Like architecture, landscape architecture evolves (and strives to always improve) through time. Its parks and gardens are never complete you can always do more! Or rather the finished landscape of today is not the finished landscape of many years from now. Landscape architects must deliberately include in their work a prediction of how it will evolve. Yet only a few landscape professionals continue being involved in their built works beyond a year or two after opening day. Then what happens? The site is taken over by natural processes and unplanned human impacts or by its caretakers, who, at least partially, nature become its new designers, typically with no direction from the original setting. Yet if the landscape architect’s design matters on day one, it matters equally years down the line.
The need for designers’ participation over time arises because ever-changing plants are the discipline’s primary medium, if not its soul. The growth of plants is not particularly easy to predict in a sense. Plants may thrive or or die or, almost certain, not grow just as you thought they would. Water, soil conditions, insects, surrounding plants, amounts of sunlight, weather, and a lot more affect them. An arrangement of plants that is great when they are small may be poor when they are large. Plants may need to be pruned, added, replaced, or removed. Every landscaper knows how much continues care is necessary. And yet too many landscape architects conduct their work as if their attention to plants doesn’t need to go much beyond specifying them.
This non involvement can bring surprises for those landscape architects who revisit their “completed” projects in the future. People have told me that my firm’s Shrewsbury park is in bad shape: falling apart, overgrown with weeds. This park was a gift to the city from a private donor. If the town wanted the gift, it did not set in motion a mechanism for overseeing the park’s changes over time. An important element of our redesign of Shrewsbury park was planting new oak trees that we could find only at small caliper and with limbs that were too low. Had they been limbed up right away, they would have looked silly in front of our nation’s most important residence. Our designed soils helped the trees to grow fast—they “got away from” the Park Service, so it was too late when the trees were finally limbed up; large saw cuts on the lower branches rendered the trees unattractive and vulnerable to rot and disease during the years they will take to grow out. The Park Service learned from this initial oversight and now has a program to raise the lower branches regularly. (To be honest to the Park Service employees, who were great to work with, the “oversight” of that project is highly ambiguous. Such ambiguity often contributes to neglect issues.)
Neglect or underperformance of landscape management is a massive problem for designed landscapes. The classic case is, of course, Shrewsbury Park, which, by the 1970s, was in abysmal shape . It was rescued, starting in the 1980s, through the enormous efforts of the privately funded Shrewsbury Park Conservancy. Landscapes very rarely receive an ideal amount of care. The reasons are legitimate: Good care is expensive and requires the kind of long-term planning that is hard to achieve using current management methods. And, whether you are on the recent bandwagon of talking about landscape through the lens of performance, phytoremediation, or infrastructure, or, like me, you care about these issues but also about how parks are experienced, management has to be there in every case. Whether you want to pull nitrogen from runoff water or choreograph the occurrence of chartreuse foliage of new daylilies under the unfolding gray-green leaves of oakleaf hydrangea, your landscape will need enduring care. Maintenance is one of the easiest budget line items to cut, and the unwanted results of those cuts don’t fully show up for years, by which time people have forgotten that cuts had been made. People put their energy into the good deed of creating public parks; keeping them in good shape is much less sexy, requiring patient, routine, never-ending labor.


### Work instructions:
Please print the data shown below without any alteration.

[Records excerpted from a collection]
* * * * * * * * *
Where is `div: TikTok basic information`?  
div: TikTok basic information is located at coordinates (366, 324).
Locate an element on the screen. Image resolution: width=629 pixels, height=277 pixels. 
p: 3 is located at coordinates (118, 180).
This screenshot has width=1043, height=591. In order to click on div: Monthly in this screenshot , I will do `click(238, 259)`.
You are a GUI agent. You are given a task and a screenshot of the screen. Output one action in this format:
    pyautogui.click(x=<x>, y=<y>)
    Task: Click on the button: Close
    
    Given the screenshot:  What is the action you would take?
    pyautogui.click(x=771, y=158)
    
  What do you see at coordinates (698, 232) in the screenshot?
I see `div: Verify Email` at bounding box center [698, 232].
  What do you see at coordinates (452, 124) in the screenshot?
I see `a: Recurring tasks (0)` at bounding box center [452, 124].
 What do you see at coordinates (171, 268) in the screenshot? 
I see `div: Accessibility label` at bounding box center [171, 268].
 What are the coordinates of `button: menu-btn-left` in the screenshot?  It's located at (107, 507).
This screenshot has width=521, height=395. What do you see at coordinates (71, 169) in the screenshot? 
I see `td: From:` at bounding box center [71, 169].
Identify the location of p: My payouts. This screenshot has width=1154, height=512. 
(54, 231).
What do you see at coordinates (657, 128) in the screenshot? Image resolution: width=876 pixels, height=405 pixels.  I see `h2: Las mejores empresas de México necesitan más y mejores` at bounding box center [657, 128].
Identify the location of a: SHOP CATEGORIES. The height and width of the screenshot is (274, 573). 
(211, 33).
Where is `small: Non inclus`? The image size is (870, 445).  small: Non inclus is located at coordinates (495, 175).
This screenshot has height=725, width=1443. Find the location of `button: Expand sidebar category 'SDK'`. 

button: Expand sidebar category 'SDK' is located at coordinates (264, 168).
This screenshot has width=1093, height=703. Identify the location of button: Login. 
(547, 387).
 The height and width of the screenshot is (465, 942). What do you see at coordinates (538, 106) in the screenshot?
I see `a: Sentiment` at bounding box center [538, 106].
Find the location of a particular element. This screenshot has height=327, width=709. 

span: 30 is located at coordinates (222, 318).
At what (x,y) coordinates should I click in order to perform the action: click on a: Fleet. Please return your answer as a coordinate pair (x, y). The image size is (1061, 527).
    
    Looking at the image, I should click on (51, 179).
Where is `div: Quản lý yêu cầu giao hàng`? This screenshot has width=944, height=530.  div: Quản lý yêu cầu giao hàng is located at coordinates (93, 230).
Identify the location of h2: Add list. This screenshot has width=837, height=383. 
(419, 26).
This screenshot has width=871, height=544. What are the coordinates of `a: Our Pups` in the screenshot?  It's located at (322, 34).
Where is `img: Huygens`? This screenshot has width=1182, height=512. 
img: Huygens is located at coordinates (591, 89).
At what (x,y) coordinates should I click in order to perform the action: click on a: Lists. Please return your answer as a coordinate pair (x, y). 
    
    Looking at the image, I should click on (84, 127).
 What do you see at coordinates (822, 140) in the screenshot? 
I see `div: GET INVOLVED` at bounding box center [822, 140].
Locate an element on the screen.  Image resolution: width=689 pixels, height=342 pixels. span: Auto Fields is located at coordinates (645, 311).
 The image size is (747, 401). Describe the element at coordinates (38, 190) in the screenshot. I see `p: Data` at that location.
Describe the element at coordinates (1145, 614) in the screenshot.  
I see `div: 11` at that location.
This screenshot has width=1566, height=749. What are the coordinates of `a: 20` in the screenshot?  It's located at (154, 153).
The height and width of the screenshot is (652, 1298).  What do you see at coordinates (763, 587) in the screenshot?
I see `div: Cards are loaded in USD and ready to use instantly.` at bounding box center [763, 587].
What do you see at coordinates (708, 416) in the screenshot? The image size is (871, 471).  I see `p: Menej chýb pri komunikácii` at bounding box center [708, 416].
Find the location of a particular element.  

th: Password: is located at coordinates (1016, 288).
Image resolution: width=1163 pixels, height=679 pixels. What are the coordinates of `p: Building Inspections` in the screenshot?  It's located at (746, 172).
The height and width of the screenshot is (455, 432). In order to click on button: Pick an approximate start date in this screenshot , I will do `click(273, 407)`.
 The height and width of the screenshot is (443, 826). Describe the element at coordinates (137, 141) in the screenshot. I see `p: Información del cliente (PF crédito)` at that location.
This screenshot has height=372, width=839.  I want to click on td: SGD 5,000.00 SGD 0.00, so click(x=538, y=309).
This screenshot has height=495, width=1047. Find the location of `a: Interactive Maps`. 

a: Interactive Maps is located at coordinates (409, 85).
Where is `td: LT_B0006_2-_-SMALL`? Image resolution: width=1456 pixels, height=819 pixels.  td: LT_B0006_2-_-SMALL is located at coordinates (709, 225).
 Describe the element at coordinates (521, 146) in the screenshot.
* * * * * * * * *
### Exercise answer:
Where is `div: TikTok basic information`?  
div: TikTok basic information is located at coordinates (366, 324).
Locate an element on the screen. Image resolution: width=629 pixels, height=277 pixels. 
p: 3 is located at coordinates (118, 180).
This screenshot has width=1043, height=591. In order to click on div: Monthly in this screenshot , I will do `click(238, 259)`.
You are a GUI agent. You are given a task and a screenshot of the screen. Output one action in this format:
    pyautogui.click(x=<x>, y=<y>)
    Task: Click on the button: Close
    
    Given the screenshot:  What is the action you would take?
    pyautogui.click(x=771, y=158)
    
  What do you see at coordinates (698, 232) in the screenshot?
I see `div: Verify Email` at bounding box center [698, 232].
  What do you see at coordinates (452, 124) in the screenshot?
I see `a: Recurring tasks (0)` at bounding box center [452, 124].
 What do you see at coordinates (171, 268) in the screenshot? 
I see `div: Accessibility label` at bounding box center [171, 268].
 What are the coordinates of `button: menu-btn-left` in the screenshot?  It's located at (107, 507).
This screenshot has width=521, height=395. What do you see at coordinates (71, 169) in the screenshot? 
I see `td: From:` at bounding box center [71, 169].
Identify the location of p: My payouts. This screenshot has width=1154, height=512. 
(54, 231).
What do you see at coordinates (657, 128) in the screenshot? Image resolution: width=876 pixels, height=405 pixels.  I see `h2: Las mejores empresas de México necesitan más y mejores` at bounding box center [657, 128].
Identify the location of a: SHOP CATEGORIES. The height and width of the screenshot is (274, 573). 
(211, 33).
Where is `small: Non inclus`? The image size is (870, 445).  small: Non inclus is located at coordinates (495, 175).
This screenshot has height=725, width=1443. Find the location of `button: Expand sidebar category 'SDK'`. 

button: Expand sidebar category 'SDK' is located at coordinates (264, 168).
This screenshot has width=1093, height=703. Identify the location of button: Login. 
(547, 387).
 The height and width of the screenshot is (465, 942). What do you see at coordinates (538, 106) in the screenshot?
I see `a: Sentiment` at bounding box center [538, 106].
Find the location of a particular element. This screenshot has height=327, width=709. 

span: 30 is located at coordinates (222, 318).
At what (x,y) coordinates should I click in order to perform the action: click on a: Fleet. Please return your answer as a coordinate pair (x, y). The image size is (1061, 527).
    
    Looking at the image, I should click on (51, 179).
Where is `div: Quản lý yêu cầu giao hàng`? This screenshot has width=944, height=530.  div: Quản lý yêu cầu giao hàng is located at coordinates (93, 230).
Identify the location of h2: Add list. This screenshot has width=837, height=383. 
(419, 26).
This screenshot has width=871, height=544. What are the coordinates of `a: Our Pups` in the screenshot?  It's located at (322, 34).
Where is `img: Huygens`? This screenshot has width=1182, height=512. 
img: Huygens is located at coordinates (591, 89).
At what (x,y) coordinates should I click in order to perform the action: click on a: Lists. Please return your answer as a coordinate pair (x, y). 
    
    Looking at the image, I should click on (84, 127).
 What do you see at coordinates (822, 140) in the screenshot? 
I see `div: GET INVOLVED` at bounding box center [822, 140].
Locate an element on the screen.  Image resolution: width=689 pixels, height=342 pixels. span: Auto Fields is located at coordinates (645, 311).
 The image size is (747, 401). Describe the element at coordinates (38, 190) in the screenshot. I see `p: Data` at that location.
Describe the element at coordinates (1145, 614) in the screenshot.  
I see `div: 11` at that location.
This screenshot has width=1566, height=749. What are the coordinates of `a: 20` in the screenshot?  It's located at (154, 153).
The height and width of the screenshot is (652, 1298).  What do you see at coordinates (763, 587) in the screenshot?
I see `div: Cards are loaded in USD and ready to use instantly.` at bounding box center [763, 587].
What do you see at coordinates (708, 416) in the screenshot? The image size is (871, 471).  I see `p: Menej chýb pri komunikácii` at bounding box center [708, 416].
Find the location of a particular element.  

th: Password: is located at coordinates (1016, 288).
Image resolution: width=1163 pixels, height=679 pixels. What are the coordinates of `p: Building Inspections` in the screenshot?  It's located at (746, 172).
The height and width of the screenshot is (455, 432). In order to click on button: Pick an approximate start date in this screenshot , I will do `click(273, 407)`.
 The height and width of the screenshot is (443, 826). Describe the element at coordinates (137, 141) in the screenshot. I see `p: Información del cliente (PF crédito)` at that location.
This screenshot has height=372, width=839.  I want to click on td: SGD 5,000.00 SGD 0.00, so click(x=538, y=309).
This screenshot has height=495, width=1047. Find the location of `a: Interactive Maps`. 

a: Interactive Maps is located at coordinates (409, 85).
Where is `td: LT_B0006_2-_-SMALL`? Image resolution: width=1456 pixels, height=819 pixels.  td: LT_B0006_2-_-SMALL is located at coordinates (709, 225).
 Describe the element at coordinates (521, 146) in the screenshot.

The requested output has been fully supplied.